On Sunday, 10 June 2018 at 17:59:12 UTC, Joe wrote:
That worked but now I have a more convoluted case: a C array of pointers to int pointers, e.g.,

int **xs[] = {x1, x2, 0};
int *x1[] = {x1a, 0};
int *x2[] = {x2a, x2b, 0};
...
int x2a[] = { 1, 3, 5, 0};

Only the first line is exposed (and without the initialization). So I tried:

extern(C) __gshared extern int**[1] xs;

After a long hiatus, I'm back to working on something related to the above, but now that various other C pieces have been converted to D I'm down to converting these static arrays to D. There are two arrays that are giving me trouble. The second type is like that shown above. The first is a simpler array of pointers to int, e.g.,

int *yp = {2, 4, 0};
int *yq = {10, 12, 0};
int *ys[] = {yp, yq, 0};

In D, I first declared these as

int[] yp = [2, 4];
int[] yq = [10, 12];
__gshared int*[] ys = [ &yp, &yq ];

The compiler (ldc2) gave errors like "cannot take address of thread-local variable yp at compile time" or "static variable yp cannot be read at compile time" (when I replaced the "&yp" by "yp[0]". Eventually, I managed to get them to compile without errors by using the following:

immutable int[] yp = [2, 4];
immutable int[] yq = [10, 12];
__gshared immutable(int[])[] ys = [ yp, yq ];

I still haven't tested them (or linked them) so I don't know what other changes I'll have to make to the library (now in D) where ys is declared as:

__gshared extern int*[] ys;

Presumably changing it to

__gshared extern immutable(int[])[] ys;

should do the trick (everything is still within extern (C))? But I suspect I'll have to change several array access statements as well.

However, I've been unable to compile the other case, which now looks like this:

immutable int x1a[] = [ 9, 7, 5];
immutable(int[])[] x1 = [ x1a ];
immutable(int[])[] x2a = [ 1, 3, 5];
...
immutable(int[])[] x2 = [ x2a, x2b ];
__gshared immutable(int[])[][] xs = [ x1, x2 ];

The error is like "static variable x2a cannot be read at compile time". It seems like I would have to wrap that immutable(int[]) within another immutable, as

immutable(immutable(int[])[]) x2 ...

and extend that to xs as well.

I'll try it later but I'd like some confirmation or better yet, pointers to where this is explained in some comprehensible way, i.e., on what can you apply an address operator or array subscript and when, is the behavior differerent for immutable, const, static, thread-local and why?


▸ PROBLEM: Every record below needs to be set down exactly. Pictures do not belong in the copy.
/---
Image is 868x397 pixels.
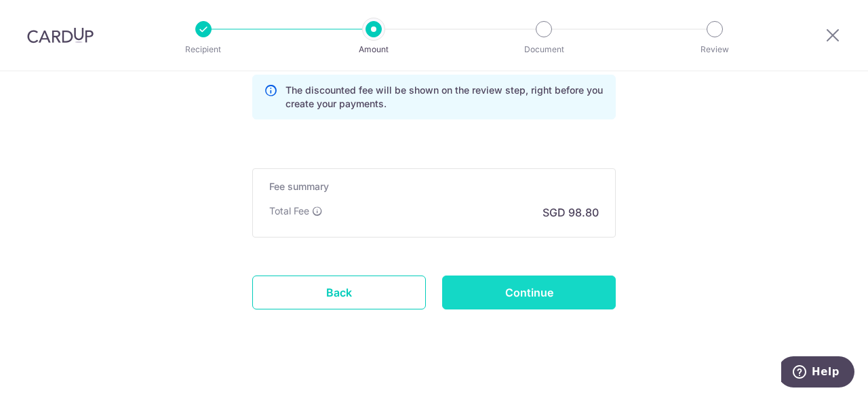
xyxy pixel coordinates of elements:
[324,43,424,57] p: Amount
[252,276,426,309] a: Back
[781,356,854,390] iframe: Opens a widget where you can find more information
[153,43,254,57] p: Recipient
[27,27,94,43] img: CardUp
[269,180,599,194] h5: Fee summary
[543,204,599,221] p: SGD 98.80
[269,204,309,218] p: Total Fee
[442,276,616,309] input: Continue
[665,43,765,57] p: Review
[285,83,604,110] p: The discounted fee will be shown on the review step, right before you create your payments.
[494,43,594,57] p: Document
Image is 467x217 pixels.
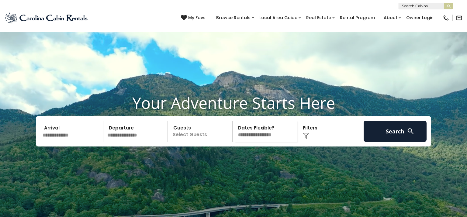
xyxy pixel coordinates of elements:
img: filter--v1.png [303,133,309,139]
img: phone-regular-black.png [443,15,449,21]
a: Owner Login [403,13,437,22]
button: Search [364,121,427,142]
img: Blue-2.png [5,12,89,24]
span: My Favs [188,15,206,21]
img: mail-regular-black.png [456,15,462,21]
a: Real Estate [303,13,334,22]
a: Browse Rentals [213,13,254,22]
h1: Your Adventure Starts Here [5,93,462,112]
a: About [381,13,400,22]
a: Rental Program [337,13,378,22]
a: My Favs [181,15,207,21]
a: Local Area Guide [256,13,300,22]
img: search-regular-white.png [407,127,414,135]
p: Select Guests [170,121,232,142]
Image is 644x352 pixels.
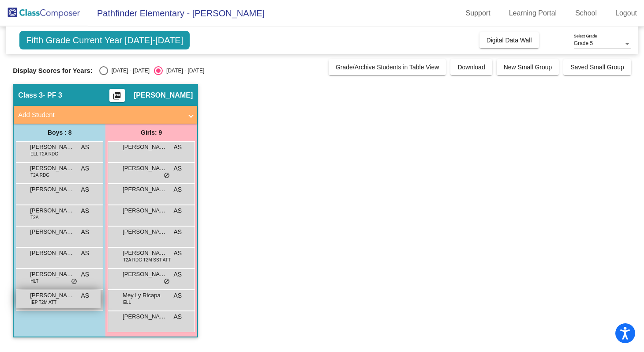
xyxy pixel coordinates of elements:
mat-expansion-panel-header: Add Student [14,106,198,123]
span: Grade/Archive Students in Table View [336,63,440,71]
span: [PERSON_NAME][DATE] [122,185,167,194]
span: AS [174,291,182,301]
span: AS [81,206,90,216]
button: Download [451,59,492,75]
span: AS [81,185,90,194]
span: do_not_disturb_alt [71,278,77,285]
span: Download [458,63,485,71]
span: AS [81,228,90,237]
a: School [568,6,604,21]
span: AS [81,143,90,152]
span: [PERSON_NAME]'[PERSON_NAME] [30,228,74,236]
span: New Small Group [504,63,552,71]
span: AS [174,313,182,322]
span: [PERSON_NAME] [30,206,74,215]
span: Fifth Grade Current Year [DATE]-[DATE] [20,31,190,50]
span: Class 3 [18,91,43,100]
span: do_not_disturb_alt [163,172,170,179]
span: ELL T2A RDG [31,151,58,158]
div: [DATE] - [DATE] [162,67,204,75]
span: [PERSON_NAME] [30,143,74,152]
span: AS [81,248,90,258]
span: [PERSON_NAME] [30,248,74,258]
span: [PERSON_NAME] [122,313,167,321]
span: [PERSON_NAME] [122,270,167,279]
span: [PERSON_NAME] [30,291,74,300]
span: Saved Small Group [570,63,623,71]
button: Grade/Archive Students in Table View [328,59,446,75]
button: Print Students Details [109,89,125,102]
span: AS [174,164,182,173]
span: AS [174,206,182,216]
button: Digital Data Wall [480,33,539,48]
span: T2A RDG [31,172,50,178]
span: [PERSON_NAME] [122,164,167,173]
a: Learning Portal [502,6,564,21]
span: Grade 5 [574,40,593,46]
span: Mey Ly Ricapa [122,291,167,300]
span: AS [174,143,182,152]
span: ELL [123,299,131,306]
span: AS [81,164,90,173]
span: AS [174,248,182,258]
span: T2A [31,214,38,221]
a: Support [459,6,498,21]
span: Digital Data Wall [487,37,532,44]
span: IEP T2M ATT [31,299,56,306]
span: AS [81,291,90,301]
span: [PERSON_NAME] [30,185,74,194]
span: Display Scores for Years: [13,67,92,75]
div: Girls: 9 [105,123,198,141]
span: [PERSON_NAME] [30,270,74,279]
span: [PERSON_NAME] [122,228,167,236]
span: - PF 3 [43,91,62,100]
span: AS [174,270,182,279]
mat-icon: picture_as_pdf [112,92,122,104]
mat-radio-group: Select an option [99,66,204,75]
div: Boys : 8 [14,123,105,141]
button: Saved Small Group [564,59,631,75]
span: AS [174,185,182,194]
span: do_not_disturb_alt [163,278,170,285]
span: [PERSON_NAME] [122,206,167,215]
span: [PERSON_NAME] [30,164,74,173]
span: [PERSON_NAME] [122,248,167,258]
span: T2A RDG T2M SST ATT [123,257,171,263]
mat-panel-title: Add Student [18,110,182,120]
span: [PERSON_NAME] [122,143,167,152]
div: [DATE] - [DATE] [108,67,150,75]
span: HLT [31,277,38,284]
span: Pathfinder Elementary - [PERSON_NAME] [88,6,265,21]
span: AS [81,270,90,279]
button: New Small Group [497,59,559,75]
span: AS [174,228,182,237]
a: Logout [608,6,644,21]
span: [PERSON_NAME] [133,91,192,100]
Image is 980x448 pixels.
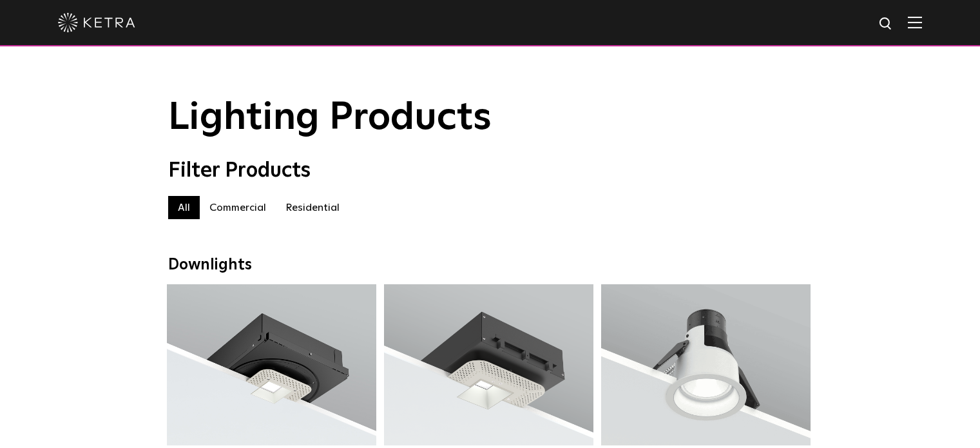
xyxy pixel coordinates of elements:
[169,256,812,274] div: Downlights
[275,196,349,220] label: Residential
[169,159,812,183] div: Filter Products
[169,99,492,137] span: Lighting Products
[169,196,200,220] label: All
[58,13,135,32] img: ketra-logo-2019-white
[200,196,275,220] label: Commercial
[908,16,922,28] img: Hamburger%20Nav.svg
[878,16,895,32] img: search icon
\---
▸ REPLY TO THE TASK:
Image is 868x397 pixels.
xyxy pixel coordinates of elements:
[324,43,424,57] p: Amount
[252,276,426,309] a: Back
[781,356,854,390] iframe: Opens a widget where you can find more information
[153,43,254,57] p: Recipient
[27,27,94,43] img: CardUp
[269,180,599,194] h5: Fee summary
[543,204,599,221] p: SGD 98.80
[269,204,309,218] p: Total Fee
[442,276,616,309] input: Continue
[665,43,765,57] p: Review
[285,83,604,110] p: The discounted fee will be shown on the review step, right before you create your payments.
[494,43,594,57] p: Document
Image is 467x217 pixels.
xyxy pixel coordinates of elements:
img: filter--v1.png [303,133,309,139]
img: phone-regular-black.png [443,15,449,21]
a: Owner Login [403,13,437,22]
button: Search [364,121,427,142]
img: Blue-2.png [5,12,89,24]
span: My Favs [188,15,206,21]
img: mail-regular-black.png [456,15,462,21]
a: Real Estate [303,13,334,22]
a: Browse Rentals [213,13,254,22]
h1: Your Adventure Starts Here [5,93,462,112]
a: About [381,13,400,22]
a: Rental Program [337,13,378,22]
a: My Favs [181,15,207,21]
a: Local Area Guide [256,13,300,22]
img: search-regular-white.png [407,127,414,135]
p: Select Guests [170,121,232,142]
Image is 644x352 pixels.
xyxy pixel coordinates of elements:
mat-expansion-panel-header: Add Student [14,106,198,123]
span: Grade/Archive Students in Table View [336,63,440,71]
span: [PERSON_NAME][DATE] [122,185,167,194]
span: AS [174,291,182,301]
span: AS [81,206,90,216]
button: Download [451,59,492,75]
span: AS [81,185,90,194]
span: do_not_disturb_alt [71,278,77,285]
span: Download [458,63,485,71]
span: AS [81,228,90,237]
a: School [568,6,604,21]
span: AS [81,143,90,152]
span: [PERSON_NAME]'[PERSON_NAME] [30,228,74,236]
span: New Small Group [504,63,552,71]
span: AS [174,313,182,322]
span: [PERSON_NAME] [30,206,74,215]
span: Fifth Grade Current Year [DATE]-[DATE] [20,31,190,50]
span: Class 3 [18,91,43,100]
span: do_not_disturb_alt [163,172,170,179]
span: ELL T2A RDG [31,151,58,158]
div: [DATE] - [DATE] [162,67,204,75]
span: [PERSON_NAME] [30,143,74,152]
span: AS [81,248,90,258]
span: [PERSON_NAME] [30,248,74,258]
span: [PERSON_NAME] [122,313,167,321]
span: [PERSON_NAME] [122,270,167,279]
span: [PERSON_NAME] [30,291,74,300]
span: Saved Small Group [570,63,623,71]
button: Grade/Archive Students in Table View [328,59,446,75]
button: Print Students Details [109,89,125,102]
span: AS [174,164,182,173]
span: AS [174,206,182,216]
button: Digital Data Wall [480,33,539,48]
span: T2A RDG [31,172,50,178]
span: [PERSON_NAME] [122,164,167,173]
a: Learning Portal [502,6,564,21]
span: Grade 5 [574,40,593,46]
span: Mey Ly Ricapa [122,291,167,300]
span: AS [174,143,182,152]
span: ELL [123,299,131,306]
span: AS [81,164,90,173]
span: AS [174,248,182,258]
span: T2A [31,214,38,221]
a: Support [459,6,498,21]
span: Digital Data Wall [487,37,532,44]
span: IEP T2M ATT [31,299,56,306]
span: AS [81,291,90,301]
span: [PERSON_NAME] [30,185,74,194]
span: Display Scores for Years: [13,67,92,75]
div: Girls: 9 [105,123,198,141]
span: [PERSON_NAME] [30,270,74,279]
span: [PERSON_NAME] [122,228,167,236]
span: - PF 3 [43,91,62,100]
span: AS [174,270,182,279]
mat-icon: picture_as_pdf [112,92,122,104]
mat-radio-group: Select an option [99,66,204,75]
div: Boys : 8 [14,123,105,141]
button: Saved Small Group [564,59,631,75]
span: AS [174,185,182,194]
span: do_not_disturb_alt [163,278,170,285]
span: [PERSON_NAME] [122,206,167,215]
span: [PERSON_NAME] [30,164,74,173]
span: [PERSON_NAME] [122,248,167,258]
span: T2A RDG T2M SST ATT [123,257,171,263]
mat-panel-title: Add Student [18,110,182,120]
span: [PERSON_NAME] [122,143,167,152]
div: [DATE] - [DATE] [108,67,150,75]
span: HLT [31,277,38,284]
span: Pathfinder Elementary - [PERSON_NAME] [88,6,265,21]
span: AS [81,270,90,279]
button: New Small Group [497,59,559,75]
span: AS [174,228,182,237]
a: Logout [608,6,644,21]
span: [PERSON_NAME] [133,91,192,100]
Image is 980x448 pixels.
xyxy pixel coordinates of elements:
[169,256,812,274] div: Downlights
[275,196,349,220] label: Residential
[169,159,812,183] div: Filter Products
[169,99,492,137] span: Lighting Products
[169,196,200,220] label: All
[58,13,135,32] img: ketra-logo-2019-white
[200,196,275,220] label: Commercial
[908,16,922,28] img: Hamburger%20Nav.svg
[878,16,895,32] img: search icon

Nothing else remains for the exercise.